Will this strategy work? Litigation involving climate change and environmental regulations has had mixed success over the years, but there are some common trends that could be informative. A paper published in Nature Climate Change this week combs through hundreds of lawsuits to tease out what kinds of strategies have been tried out, and what’s been successful. The paper found that pro-regulation lawsuits often have a hard time proving injury but still have a decent track record on cases involving renewable energy.

On the case(s)
Sabrina McCormick, a sociologist at George Washington University, is interested in the social dimensions that shape climate change. She and her colleagues created a database of all 838 climate change lawsuits in the US between 1990 and 2016, classifying each case by factors like the kind of plaintiff and the outcome of the case.
Climate change lawsuits aren’t all trying to instigate climate action—some are trying to prevent regulation. So McCormick and her colleagues classified the suits as pro-regulation if “their motivation was to demand more protection of the environment or implementation of more rigorous environmental regulation.” Anti-regulation suits involved plaintiffs who were challenging existing regulations or laws.
The researchers found that suits involving air quality, like those focused on coal-fired power plants, were the most common, and they featured both pro-regulatory plaintiffs like NGOs and anti-regulatory plaintiffs like businesses. Overall, there were more anti-regulatory wins, even though there were more pro-regulatory cases overall. But there was one category where pro-regulatory cases seemed to do better: the small number that involved energy efficiency and renewable energy.
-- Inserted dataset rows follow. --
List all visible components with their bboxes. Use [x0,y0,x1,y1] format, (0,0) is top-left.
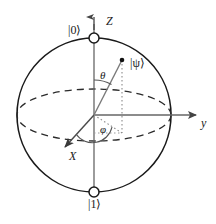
bloch-sphere-canvas [0,0,216,224]
label-angle-theta: θ [100,70,105,81]
label-axis-x: X [69,150,76,162]
bloch-sphere-figure: |0⟩ |1⟩ |ψ⟩ Z y X θ φ [0,0,216,224]
north-pole-marker [89,33,99,43]
label-axis-z: Z [106,15,113,27]
label-angle-phi: φ [100,124,106,135]
label-axis-y: y [201,117,206,129]
state-vector-line [94,60,122,115]
state-point-marker [120,58,125,63]
label-ket-zero: |0⟩ [68,24,81,36]
south-pole-marker [89,187,99,197]
label-ket-psi: |ψ⟩ [130,57,145,69]
label-ket-one: |1⟩ [88,198,101,210]
state-projection-plane [94,115,122,133]
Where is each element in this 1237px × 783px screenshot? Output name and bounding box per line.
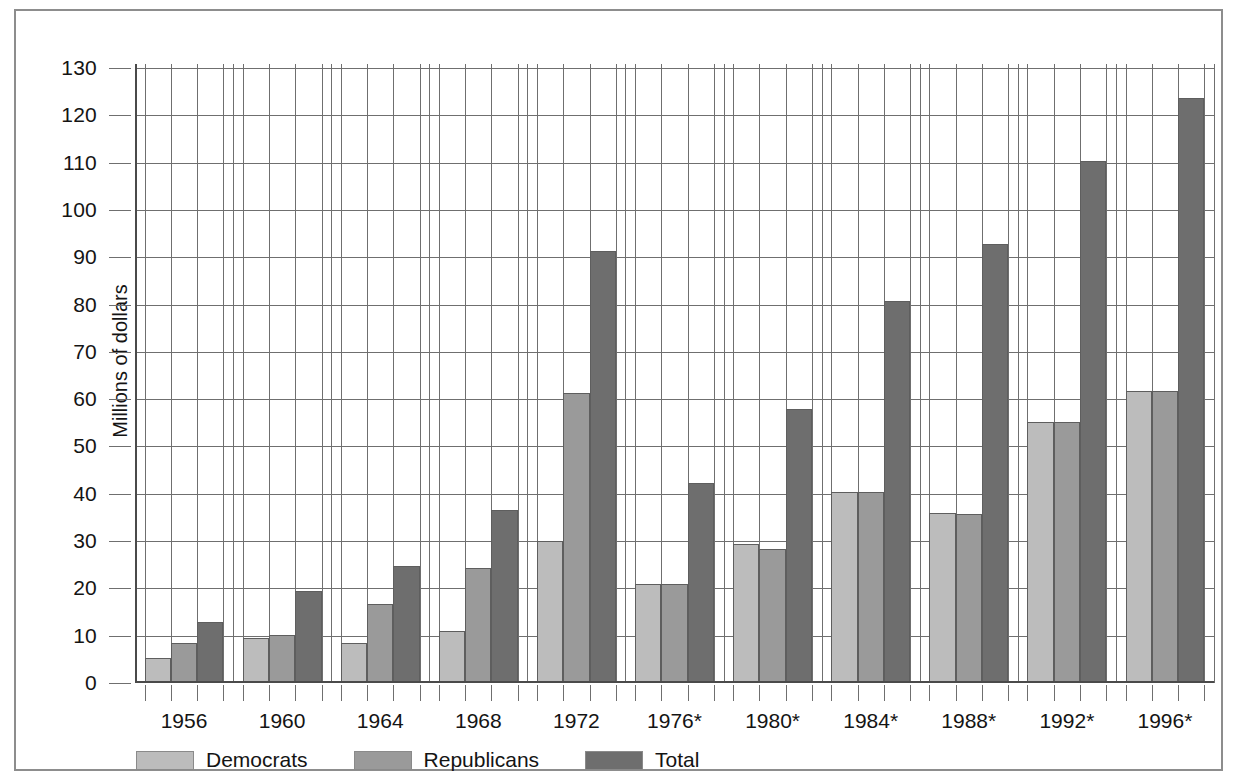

“There’s little in this article that will genuinely surprise US climate-litigation watchers, but it’s useful to see empirical support for the intuitions that most of us in the field already hold,” says Erin Ryan, an environmental law professor who wasn’t involved in the study. Using litigation to combat climate change “accomplishes certain objectives more effectively than others,” she says, and the analysis “makes this point effectively and backs it up with data.”

Cause and harm
The analysis explores how establishing harm and proving causality influence different outcomes. While anti-regulatory cases tended to make the case that regulation harms profits, pro-regulatory cases had a harder time convincing courts of harm or that climate change was causal in that harm. This wasn’t surprising, says Ryan, who added that it was “compelling to see that it is specifically the harmed profits of anti-regulatory interests that help get them through the courtroom door, while ordinary air-breathers have a harder time asserting their interests in court.”
On top of the data analysis, the researchers interviewed people involved a small number of particularly interesting cases to get a better understanding of the strategies and outcomes involved. They found that sometimes, winning or losing a case isn't as important as raising awareness or mobilizing the public. “The Juliana case is an excellent example of this,” says Ryan. “The plaintiffs there might count their legal effort as a success if it galvanizes the movement or brings millennial voters to polling stations, even if the case is ultimately unsuccessful in court.”
Although the analysis is an interesting look at the landscape, it’s not the last word. Some of the categories had only a handful of cases in them, making it difficult to extrapolate to general trends. And the world is changing fast. “The Trump administration has announced plans to substantially weaken the regulations implementing the Endangered Species Act, so it’s quite possible that the findings of this study will be dated by the time new litigants make strategic decisions,” Ryan points out. “It’s a complicated moment in time.”